Adobe Illustrator is the industry standard vector graphics drawing tool, and it broadly defines the category. It has the usual vector drawing tool features (being able to draw lines, Bezier curves, do joins of line segments, make regular shapes, define stroke and color independently). However, Adobe has gone to great lengths to make sure that it remains the leader of the pack, and Illustrator has a number of unusual features that may not be widely appreciated.
The most useful of those features is that it now shares the same type engine as Adobe InDesign. This gives you much greater control over kerning (you can choose optical versus metric spacing between characters), and the ability to do text flows between boxes with many (but not all) of the same typographical techniques you’re used to from a page layout program. It will, of course, render fonts and can embed them. What it cannot do on its own is package fonts for a print offset house. In general, if you’re sending something with type, it’s still the best practice to select the type objects and convert them to outlines.
Live Trace replaces (or rather integrates) another product that Adobe used to use called ‘Live Stream’. Live Stream would import a raster image and use gradiations between the colors to create vector objects, which could then be opened within Illustrator. Live Trace combines that functionality into Illustrator itself, though it can be a bit challenging to find in the menu system. When you’ve got the vector objects converted from the raster image, you’ll be able to use Illustrator’s deformation and color tools to modify them like any other object. You may run into memory use images if you don’t flatten the color space on the imported document or tell Illustrator to ignore certain gray scale items. (Much like the Magic Want tool, you need to set the color sensitivity there). Live Trace is a life saver for graphic designers who need to take a scan of a client’s logo and turn it into a scalable vector image. It’s also of some use to photographers who want to use certain poster-style effects, or make a scalable image without getting pixilation blockiness in the final output.
Another seldom used feature is Illustrator’s faux 3-D effects package. (It’s not really a 3-D rendering tool like Lightwave or Maya). This allows you to do very simple 3-D projections within Illustrator by selecting points and line segments and using a 3-D filter.

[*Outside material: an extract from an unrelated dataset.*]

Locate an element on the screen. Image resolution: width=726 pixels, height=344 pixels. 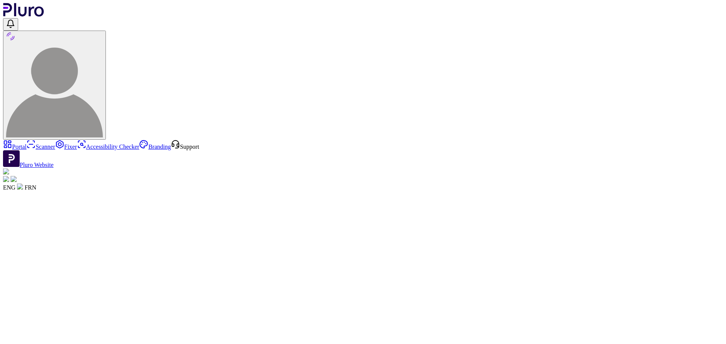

This is a great tool for putting artwork on the front of a box, or deforming artwork over a surface, like a rendered sphere), and still results in a scalable vector image. That being said, this feature is still a memory and CPU hog, it’ll tax even modern computer systems. It’s also not up to doing true dedicated 3-D modeling; for that you’ll want one of the true 3-D software modeling packages out there.
These features can be real life savers for a graphic designer working on a tight deadline, or for someone who needs a limited amount of functionality from something that would otherwise be a dedicated software package. Illustrator is, in many ways, a very flexible and powerful tool, but it can be hard to find all the cool features. Most Illustrator pros know where to look things up to see if Illustrator can do them — in a lot of cases it can.